Too few jobs and too low wages

South Africa’s dysfunctional labor market more broadly is at the heart of the persistence in post-apartheid poverty. Unemployment attracts media and policymaker attention, which is unsurprising given its extraordinary heights. According to the global “narrow” definition of unemployment, the South African unemployment rate has tended to hover between 25% and 30%. According to the “broad” definition – which makes more sense in the South African context – unemployment has fluctuated around 40%.

Mass unemployment on this scale clearly should not be underplayed. It has, however, often diverted attention away from the very low wages, which prevail in South Africa. Of those South African households which have a wage-earner in the household, half fall below the most recently calculated South African poverty line (88% of households with no wage-earners fall below the same poverty line). While wages have increased at the top of the distribution, median wages have remained stagnant in real terms since 1994. Ethnographic evidence increasingly shows that South African workers frequently quit their jobs because wages are too low to justify the combination of material and psychological costs (such as commuting costs and experiences of disrespect, respectively) that these jobs entail – even if that means becoming unemployed.

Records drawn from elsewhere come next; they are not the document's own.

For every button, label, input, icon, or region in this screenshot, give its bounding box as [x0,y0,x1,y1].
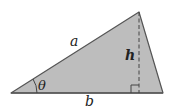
triangle-diagram: a h θ b [0,0,169,109]
label-base-b: b [85,93,94,109]
label-height-h: h [125,47,135,63]
label-side-a: a [70,33,78,49]
triangle-figure: a h θ b [0,0,169,109]
label-angle-theta: θ [38,78,46,93]
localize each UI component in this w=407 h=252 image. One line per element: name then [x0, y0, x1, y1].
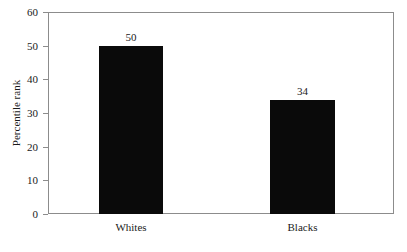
- y-axis-tick: [43, 79, 48, 80]
- y-axis-tick: [43, 214, 48, 215]
- bar-chart: 0102030405060 Percentile rank 50Whites34…: [0, 0, 407, 252]
- y-axis-tick: [43, 46, 48, 47]
- y-axis-tick: [43, 113, 48, 114]
- bar-value-label: 34: [270, 86, 335, 97]
- bar: [99, 46, 163, 214]
- x-axis-category-label: Blacks: [250, 222, 355, 233]
- bar-value-label: 50: [99, 32, 163, 43]
- y-axis-title-container: Percentile rank: [10, 12, 24, 214]
- y-axis-title: Percentile rank: [10, 12, 22, 214]
- y-axis-tick: [43, 180, 48, 181]
- x-axis-category-label: Whites: [79, 222, 183, 233]
- y-axis-tick: [43, 147, 48, 148]
- y-axis-tick: [43, 12, 48, 13]
- bar: [270, 100, 335, 214]
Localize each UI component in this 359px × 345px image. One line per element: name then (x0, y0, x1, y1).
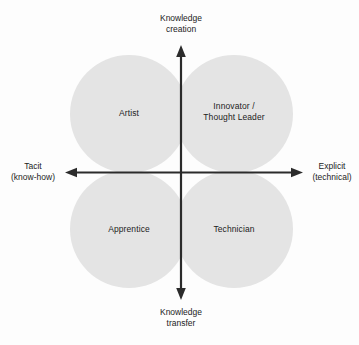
quadrant-label-top-right: Innovator / Thought Leader (184, 101, 284, 123)
axis-label-knowledge-creation: Knowledge creation (131, 13, 231, 35)
axis-label-tacit: Tacit (know-how) (2, 161, 64, 183)
arrowhead-down-icon (176, 288, 186, 300)
quadrant-diagram: Artist Innovator / Thought Leader Appren… (0, 0, 359, 345)
arrowhead-right-icon (291, 168, 303, 178)
quadrant-label-bottom-right: Technician (184, 224, 284, 235)
axis-label-knowledge-transfer: Knowledge transfer (131, 307, 231, 329)
quadrant-label-top-left: Artist (79, 108, 179, 119)
arrowhead-up-icon (176, 45, 186, 57)
quadrant-label-bottom-left: Apprentice (79, 224, 179, 235)
axis-label-explicit: Explicit (technical) (306, 161, 358, 183)
arrowhead-left-icon (65, 168, 77, 178)
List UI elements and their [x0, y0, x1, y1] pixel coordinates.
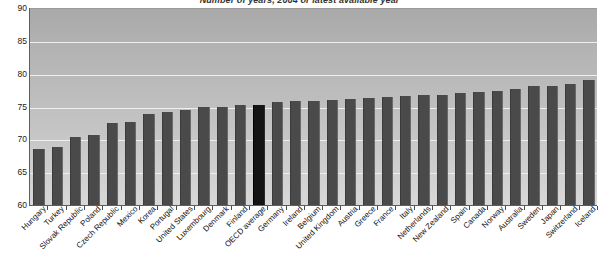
y-axis-tick-label: 90	[1, 4, 27, 13]
x-axis-tick	[84, 206, 85, 210]
y-axis-tick-label: 75	[1, 103, 27, 112]
x-axis-tick	[322, 206, 323, 210]
x-axis-tick	[542, 206, 543, 210]
x-axis-tick	[414, 206, 415, 210]
x-axis-tick	[560, 206, 561, 210]
bar	[290, 101, 301, 205]
x-axis-tick	[432, 206, 433, 210]
y-axis-tick-label: 85	[1, 37, 27, 46]
bar	[345, 99, 356, 205]
x-axis-tick	[395, 206, 396, 210]
bar	[418, 95, 429, 205]
x-axis-tick	[597, 206, 598, 210]
bar	[363, 98, 374, 205]
bar	[492, 91, 503, 205]
x-axis-tick	[66, 206, 67, 210]
x-axis-tick	[304, 206, 305, 210]
x-axis-tick	[157, 206, 158, 210]
y-axis-tick-label: 70	[1, 135, 27, 144]
bar	[565, 84, 576, 205]
x-axis-tick	[340, 206, 341, 210]
bar	[547, 86, 558, 206]
bar	[455, 93, 466, 205]
x-axis-tick	[139, 206, 140, 210]
x-axis-tick	[249, 206, 250, 210]
x-axis-tick	[267, 206, 268, 210]
bar-series	[30, 9, 597, 205]
x-axis-tick	[469, 206, 470, 210]
x-axis-tick	[212, 206, 213, 210]
bar	[437, 95, 448, 205]
bar	[473, 92, 484, 205]
x-axis-tick	[524, 206, 525, 210]
y-axis-line	[29, 8, 30, 206]
bar	[125, 122, 136, 205]
bar	[400, 96, 411, 205]
chart-container: Number of years, 2004 or latest availabl…	[0, 0, 599, 276]
bar	[198, 107, 209, 205]
x-axis-tick	[487, 206, 488, 210]
bar	[510, 89, 521, 205]
x-axis-tick	[47, 206, 48, 210]
bar	[143, 114, 154, 205]
x-axis-tick	[359, 206, 360, 210]
bar	[235, 105, 246, 205]
bar	[70, 137, 81, 205]
bar	[33, 149, 44, 205]
bar	[88, 135, 99, 205]
bar	[162, 112, 173, 205]
bar	[382, 97, 393, 205]
bar	[217, 107, 228, 206]
x-axis-tick	[450, 206, 451, 210]
y-axis-tick-label: 65	[1, 168, 27, 177]
x-axis-tick	[579, 206, 580, 210]
bar	[272, 102, 283, 205]
bar	[583, 80, 594, 205]
chart-title: Number of years, 2004 or latest availabl…	[0, 0, 599, 5]
bar	[327, 100, 338, 205]
plot-area	[29, 8, 597, 205]
x-axis-tick	[286, 206, 287, 210]
x-axis-tick	[377, 206, 378, 210]
bar	[52, 147, 63, 205]
x-axis-tick	[505, 206, 506, 210]
bar	[107, 123, 118, 205]
x-axis-tick	[121, 206, 122, 210]
x-axis-tick	[231, 206, 232, 210]
bar	[308, 101, 319, 205]
x-axis-tick	[176, 206, 177, 210]
x-axis-tick	[102, 206, 103, 210]
x-axis-tick	[194, 206, 195, 210]
x-axis-labels: HungaryTurkeySlovak RepublicPolandCzech …	[0, 205, 599, 276]
bar	[528, 86, 539, 205]
bar	[180, 110, 191, 205]
y-axis-tick-label: 80	[1, 70, 27, 79]
bar	[253, 105, 264, 205]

What are the causes of high unemployment and low wages? A favorite explanation is poor quality education. According to this theory, South Africa is experiencing a “skills mismatch,” where employers increasingly need high-skilled workers but the basic education system is too dysfunctional to produce these workers. It is certainly true that despite dramatically increased rates of enrolment, the South African basic education system is in a state of unmitigated crisis with, for example, eight out of every ten grade 4 students unable to read for meaning. But education cannot explain the whole story.

An issue which must be recognized is deficient demand for labor from the private sector. With the end of apartheid and the collapse of influx control in the late 1980s and early 1990s, the supply of labor increased dramatically as black South Africans previously confined to the homelands could now seek better lives in the cities. The demand for labor in this period did not keep up with the growth in its supply, leading to a structural unemployment gap which persists to this day. While business frequently complains that onerous regulation makes hiring risky, administrative data shows that the South African private sector is characterized by exceptionally high levels of worker churning. At the same time, deficient demand for labor can also be linked to low levels of private sector fixed investment. Late-apartheid practices of business expansion by acquisition rather than productive investment have been replaced by corporate unbundling, large shareholder payouts and the shifting of capital abroad, but lack of interest in domestic productive investment remains.

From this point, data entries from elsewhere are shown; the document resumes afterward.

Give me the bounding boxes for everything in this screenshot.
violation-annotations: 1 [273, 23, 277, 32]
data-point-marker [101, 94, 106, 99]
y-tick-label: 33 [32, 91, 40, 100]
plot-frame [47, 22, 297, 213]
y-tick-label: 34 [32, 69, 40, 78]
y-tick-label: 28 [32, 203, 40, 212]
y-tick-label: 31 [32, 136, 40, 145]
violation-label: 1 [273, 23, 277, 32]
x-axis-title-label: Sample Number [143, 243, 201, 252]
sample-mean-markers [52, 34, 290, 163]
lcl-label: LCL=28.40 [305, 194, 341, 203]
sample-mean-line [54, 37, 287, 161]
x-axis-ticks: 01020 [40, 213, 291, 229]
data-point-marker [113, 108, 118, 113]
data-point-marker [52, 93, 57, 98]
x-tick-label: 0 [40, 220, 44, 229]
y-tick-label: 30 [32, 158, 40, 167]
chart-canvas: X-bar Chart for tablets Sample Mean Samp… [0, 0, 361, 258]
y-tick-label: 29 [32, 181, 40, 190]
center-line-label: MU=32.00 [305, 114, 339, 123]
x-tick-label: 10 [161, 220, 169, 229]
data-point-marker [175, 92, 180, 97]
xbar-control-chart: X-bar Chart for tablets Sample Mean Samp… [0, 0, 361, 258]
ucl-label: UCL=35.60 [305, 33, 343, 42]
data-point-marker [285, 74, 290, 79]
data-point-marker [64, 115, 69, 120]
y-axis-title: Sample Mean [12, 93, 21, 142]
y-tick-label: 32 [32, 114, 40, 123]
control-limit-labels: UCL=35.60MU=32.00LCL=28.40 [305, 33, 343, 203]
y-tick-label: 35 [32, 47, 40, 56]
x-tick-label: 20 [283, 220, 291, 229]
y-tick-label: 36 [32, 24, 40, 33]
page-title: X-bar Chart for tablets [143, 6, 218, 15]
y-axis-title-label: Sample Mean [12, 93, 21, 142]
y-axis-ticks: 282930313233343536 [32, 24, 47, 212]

Precarity and dynamic poverty

Since 1994 South Africa has followed global trends of outsourcing and “labour broking,” leading to the increasing prevalence of precarious forms of work. Dynamic analysis of South African poverty shows that 40% of non-poor households are “vulnerable” – they face serious risks of falling into poverty into the future – while 80% of poor households are classified as “chronically poor” due to their negligible prospects of poverty exit.

The truism that substantive economic freedom remains unrealized in South Africa is trite for very good reason: the reality speaks for itself. A point which deserves greater consideration in South Africa, however, is the extent to which addressing this problem requires fundamental restructuring of the apartheid economy which is still with us. There is no doubt that the further expansion of social grants and basic services would constitute progressive action. However it is the South African labor market which is at the heart of the economy’s dysfunction, and it is within this sphere where interventions need to be aimed if apartheid path dependency is to be disrupted.